How to Build a Life is a newsletter for people bang in the thick of life’s mess and mayhem, who are still trying to find the magic. It’s written by me, Laura Jane Williams, author of 12 (!) books. I’m almost 40, a solo parent by choice, decorate my house like a tart’s boudoir, and lift very heavy weights. Those four things are my entire personality.
My latest rom-com is Enemies to Lovers, and I am the author of teen series Taylor Blake is a Legend too.
The scene: pub garden. 3pm. Kids playing Lego. Adults chatting. Sun not far from going in, but there’s still forty minutes of good weather left. When the rain starts, we’ll head off. Probably.
‘Sorry we couldn’t join you for lunch,’ I say to my Auntie Rose, who isn’t an Auntie by blood but she’s my mum’s best friend and I’ve known her my whole life. She’s never just Rose. It’s always Auntie Rose. She’d been in the pub having lunch with my mum when the kid and I had arrived, but we’d chosen to sit outside as a twosome instead of joining them. I add, ‘We just needed a bit of in time.’
I gesture to my kid. He’s made a friend, and they’re happily throwing Iron Man and Spider-Man figures into the dirt. Side note, the new friend’s parents keep looking over anxiously, and I keep insisting the kid is fine, he can play with the Lego! I don’t mind! And then when they go the mum says, ‘You’re not Laura, are you?’ and I say, ‘Yes?’ because the last time that happened I was in the sauna at David Lloyd and I love saying hi to somebody who knows my work but I hadn’t done my bikini line and my crotch was super sweaty and I couldn’t un-cross my legs because then I’d be “That author who has public hair down to her knees”. I couldn’t have that.
It was a moist encounter all around, in the end.
Anyway, it turns out that FIFTEEN YEARS AGO I taught her how to be an English as a Foreign Language teacher at the Italian summer camps I spent my twenties at!! She wasn’t anxiously looking over r.e. her kid taking the head off a Ninjago fighter, it was because she was trying to place me. I can’t overstate this: to see somebody in the Peak District, at the local pub, with your kids who didn’t even exist when you met in Sanremo FIFTEEN YEARS AGO is bonkers. I repeat. Fifteen. Years. In Italy!! That’s a whole other country!
Back to topic.
The reason my kid and I were at the pub was because I had completed a 12 noon deadline and was a husk of myself. I was also acutely aware that I’d spent two and half days asking my kid to fend for himself because I needed to finish something on time. And once I was done it was imperative that I a) finally brush my teeth and b) leave the goddamn house.
It’s easy to forget there’s a whole world out there when you’re busy.
‘We’ve been having big feelings at our end,’ I further explain to Auntie Rose, gesturing to Mr Big Feelings. ‘Six weeks is a long time to be off school, I think he’s craving a bit of routine now.’
My kid looks up. ‘No I’m not,’ he says, defiantly, which just about sums up what I’m talking about.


### TASK OBJECTIVE
Your answer should consist of the lines in the data below that contain "Image".

### Interface dataset entries
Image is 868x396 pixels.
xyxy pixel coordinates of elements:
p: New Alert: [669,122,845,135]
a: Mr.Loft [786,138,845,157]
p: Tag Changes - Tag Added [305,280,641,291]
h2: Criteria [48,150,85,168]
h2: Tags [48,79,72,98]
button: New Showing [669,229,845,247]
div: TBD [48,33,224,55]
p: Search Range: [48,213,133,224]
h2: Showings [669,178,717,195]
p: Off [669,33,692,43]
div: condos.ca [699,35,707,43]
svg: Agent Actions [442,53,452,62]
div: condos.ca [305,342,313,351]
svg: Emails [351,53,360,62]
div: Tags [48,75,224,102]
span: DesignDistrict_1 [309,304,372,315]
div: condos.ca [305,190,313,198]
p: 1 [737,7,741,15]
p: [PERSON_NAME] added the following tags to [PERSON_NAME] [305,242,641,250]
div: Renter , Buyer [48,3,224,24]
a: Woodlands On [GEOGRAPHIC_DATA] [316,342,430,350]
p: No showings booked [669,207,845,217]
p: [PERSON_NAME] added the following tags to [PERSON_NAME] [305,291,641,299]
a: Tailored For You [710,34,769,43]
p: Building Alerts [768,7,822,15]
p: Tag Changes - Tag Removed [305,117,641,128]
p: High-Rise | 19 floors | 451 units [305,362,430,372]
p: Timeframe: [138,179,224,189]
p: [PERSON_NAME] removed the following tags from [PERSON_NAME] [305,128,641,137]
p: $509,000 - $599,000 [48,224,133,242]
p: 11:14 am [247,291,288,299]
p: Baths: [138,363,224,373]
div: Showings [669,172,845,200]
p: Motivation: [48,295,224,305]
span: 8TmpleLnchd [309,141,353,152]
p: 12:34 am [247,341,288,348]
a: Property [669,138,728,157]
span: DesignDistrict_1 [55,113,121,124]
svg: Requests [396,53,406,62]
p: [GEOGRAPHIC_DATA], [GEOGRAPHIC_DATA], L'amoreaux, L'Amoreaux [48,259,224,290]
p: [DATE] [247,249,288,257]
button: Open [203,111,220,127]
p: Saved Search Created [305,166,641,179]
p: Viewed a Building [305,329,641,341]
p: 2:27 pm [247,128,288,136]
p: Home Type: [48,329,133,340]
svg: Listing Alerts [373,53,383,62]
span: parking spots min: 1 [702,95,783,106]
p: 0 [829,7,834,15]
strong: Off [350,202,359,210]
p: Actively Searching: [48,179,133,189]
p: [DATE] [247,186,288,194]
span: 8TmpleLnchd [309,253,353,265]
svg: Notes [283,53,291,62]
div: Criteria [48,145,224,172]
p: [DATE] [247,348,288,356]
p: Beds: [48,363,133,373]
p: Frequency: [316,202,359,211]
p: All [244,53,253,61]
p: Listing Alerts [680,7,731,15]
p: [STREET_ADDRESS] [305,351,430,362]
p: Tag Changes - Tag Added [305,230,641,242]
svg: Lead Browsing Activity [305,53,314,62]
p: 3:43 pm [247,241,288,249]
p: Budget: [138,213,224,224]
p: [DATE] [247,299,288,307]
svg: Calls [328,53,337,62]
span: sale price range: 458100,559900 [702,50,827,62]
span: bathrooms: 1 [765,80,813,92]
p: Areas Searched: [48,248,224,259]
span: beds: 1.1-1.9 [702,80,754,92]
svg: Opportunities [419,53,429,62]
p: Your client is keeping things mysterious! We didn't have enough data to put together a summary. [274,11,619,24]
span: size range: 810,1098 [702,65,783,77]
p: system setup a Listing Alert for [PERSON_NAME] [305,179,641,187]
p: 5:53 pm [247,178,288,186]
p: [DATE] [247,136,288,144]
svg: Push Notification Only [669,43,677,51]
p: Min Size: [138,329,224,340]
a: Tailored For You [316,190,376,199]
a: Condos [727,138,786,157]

==

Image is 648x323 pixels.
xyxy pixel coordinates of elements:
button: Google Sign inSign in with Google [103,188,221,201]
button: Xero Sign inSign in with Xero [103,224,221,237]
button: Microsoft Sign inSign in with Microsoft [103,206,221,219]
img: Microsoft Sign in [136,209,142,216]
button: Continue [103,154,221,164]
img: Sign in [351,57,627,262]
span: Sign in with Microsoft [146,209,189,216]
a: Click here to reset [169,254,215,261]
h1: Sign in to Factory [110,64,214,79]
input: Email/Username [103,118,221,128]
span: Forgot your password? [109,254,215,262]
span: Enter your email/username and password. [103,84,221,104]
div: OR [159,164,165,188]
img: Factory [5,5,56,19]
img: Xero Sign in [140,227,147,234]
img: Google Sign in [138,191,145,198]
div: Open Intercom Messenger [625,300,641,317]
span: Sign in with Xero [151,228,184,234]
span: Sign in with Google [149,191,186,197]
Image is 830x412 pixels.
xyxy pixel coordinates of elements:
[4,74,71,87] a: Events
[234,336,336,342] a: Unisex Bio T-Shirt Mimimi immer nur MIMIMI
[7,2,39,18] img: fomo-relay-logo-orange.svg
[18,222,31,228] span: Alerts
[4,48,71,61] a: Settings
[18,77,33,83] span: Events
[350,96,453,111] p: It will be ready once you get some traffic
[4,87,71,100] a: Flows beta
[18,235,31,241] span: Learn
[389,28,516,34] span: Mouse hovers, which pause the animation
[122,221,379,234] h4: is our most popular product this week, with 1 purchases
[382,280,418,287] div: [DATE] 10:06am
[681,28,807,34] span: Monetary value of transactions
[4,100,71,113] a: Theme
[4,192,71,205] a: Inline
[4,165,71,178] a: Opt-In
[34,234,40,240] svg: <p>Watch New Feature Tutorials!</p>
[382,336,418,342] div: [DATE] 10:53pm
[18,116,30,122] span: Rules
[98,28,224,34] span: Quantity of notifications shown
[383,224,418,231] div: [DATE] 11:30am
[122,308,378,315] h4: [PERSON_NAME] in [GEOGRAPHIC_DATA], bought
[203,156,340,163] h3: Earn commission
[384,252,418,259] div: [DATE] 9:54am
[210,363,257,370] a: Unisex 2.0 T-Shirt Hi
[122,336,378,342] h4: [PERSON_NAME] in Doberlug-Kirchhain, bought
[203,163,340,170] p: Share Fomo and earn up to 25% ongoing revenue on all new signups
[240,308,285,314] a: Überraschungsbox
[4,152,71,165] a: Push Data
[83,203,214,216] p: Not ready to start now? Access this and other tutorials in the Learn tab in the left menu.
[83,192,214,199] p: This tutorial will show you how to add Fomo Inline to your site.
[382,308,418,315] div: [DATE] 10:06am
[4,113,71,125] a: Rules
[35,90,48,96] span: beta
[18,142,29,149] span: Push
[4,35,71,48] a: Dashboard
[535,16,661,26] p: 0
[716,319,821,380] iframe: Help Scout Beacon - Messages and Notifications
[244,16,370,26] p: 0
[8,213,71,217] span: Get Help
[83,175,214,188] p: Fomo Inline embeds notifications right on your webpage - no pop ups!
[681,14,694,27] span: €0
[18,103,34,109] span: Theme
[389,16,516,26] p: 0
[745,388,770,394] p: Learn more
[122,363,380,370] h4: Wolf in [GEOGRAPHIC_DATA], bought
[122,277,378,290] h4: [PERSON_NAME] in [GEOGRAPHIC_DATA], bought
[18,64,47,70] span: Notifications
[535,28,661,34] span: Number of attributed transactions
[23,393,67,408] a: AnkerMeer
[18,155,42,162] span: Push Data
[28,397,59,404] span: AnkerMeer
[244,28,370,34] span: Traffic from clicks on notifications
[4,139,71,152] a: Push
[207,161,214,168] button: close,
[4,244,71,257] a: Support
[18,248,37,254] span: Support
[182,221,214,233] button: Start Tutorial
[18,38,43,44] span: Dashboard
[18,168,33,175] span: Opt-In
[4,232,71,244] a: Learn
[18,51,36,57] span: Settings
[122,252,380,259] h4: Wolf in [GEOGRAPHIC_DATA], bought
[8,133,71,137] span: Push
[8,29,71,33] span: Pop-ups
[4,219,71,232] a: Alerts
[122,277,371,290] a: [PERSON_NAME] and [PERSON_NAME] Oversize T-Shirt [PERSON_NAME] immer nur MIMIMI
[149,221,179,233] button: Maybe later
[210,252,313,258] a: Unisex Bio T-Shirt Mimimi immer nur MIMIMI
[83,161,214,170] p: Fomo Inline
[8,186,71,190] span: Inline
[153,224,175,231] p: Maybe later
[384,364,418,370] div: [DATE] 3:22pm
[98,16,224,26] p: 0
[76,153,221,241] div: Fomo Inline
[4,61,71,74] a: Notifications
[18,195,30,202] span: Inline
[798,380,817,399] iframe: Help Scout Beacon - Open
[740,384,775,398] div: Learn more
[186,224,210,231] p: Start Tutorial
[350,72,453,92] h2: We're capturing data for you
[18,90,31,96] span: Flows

==

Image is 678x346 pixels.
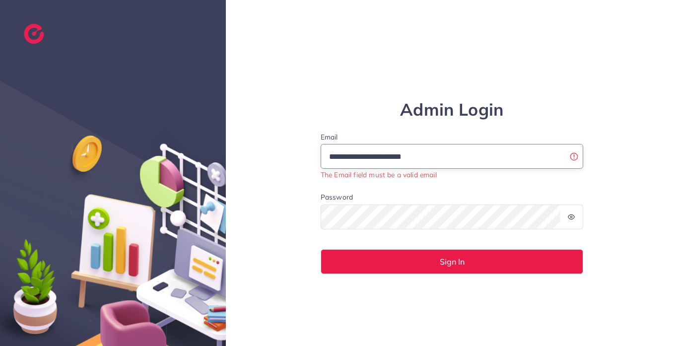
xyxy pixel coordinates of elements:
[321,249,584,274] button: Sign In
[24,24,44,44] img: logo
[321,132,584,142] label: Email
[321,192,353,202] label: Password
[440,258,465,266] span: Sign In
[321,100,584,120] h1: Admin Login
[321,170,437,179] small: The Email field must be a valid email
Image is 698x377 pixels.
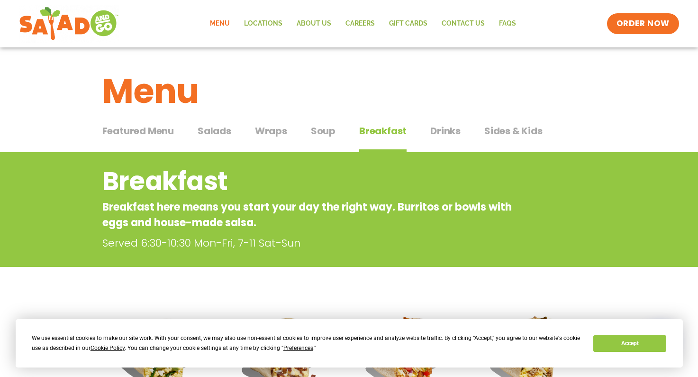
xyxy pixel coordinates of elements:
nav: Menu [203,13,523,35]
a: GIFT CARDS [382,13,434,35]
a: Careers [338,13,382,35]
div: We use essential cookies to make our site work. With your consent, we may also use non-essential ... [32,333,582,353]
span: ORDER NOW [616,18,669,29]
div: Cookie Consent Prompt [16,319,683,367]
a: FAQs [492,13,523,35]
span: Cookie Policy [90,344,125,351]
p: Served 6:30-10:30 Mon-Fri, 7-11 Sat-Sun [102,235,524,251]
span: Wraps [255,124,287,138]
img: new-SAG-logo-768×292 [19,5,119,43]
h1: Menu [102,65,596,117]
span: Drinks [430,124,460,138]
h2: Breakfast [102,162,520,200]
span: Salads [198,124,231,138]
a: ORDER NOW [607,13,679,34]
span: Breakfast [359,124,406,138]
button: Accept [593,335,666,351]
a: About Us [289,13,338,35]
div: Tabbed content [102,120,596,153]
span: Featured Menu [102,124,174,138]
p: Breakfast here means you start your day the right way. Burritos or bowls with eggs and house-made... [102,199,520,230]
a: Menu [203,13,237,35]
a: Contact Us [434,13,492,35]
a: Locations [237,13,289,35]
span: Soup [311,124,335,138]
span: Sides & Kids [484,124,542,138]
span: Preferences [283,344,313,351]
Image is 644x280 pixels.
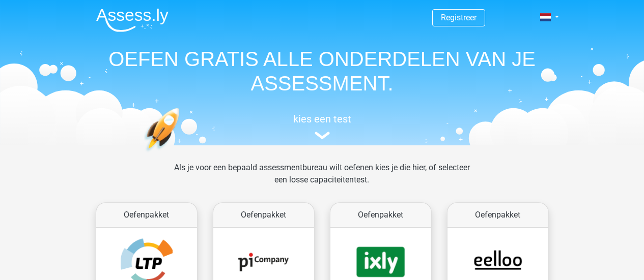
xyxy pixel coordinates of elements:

### RESULT BELOW
Image is 868x396 pixels.
Image is 648x323 pixels.
Image is 830x412 pixels.
Image is 678x346 pixels.
Image is 698x377 pixels.
Image is 644x280 pixels.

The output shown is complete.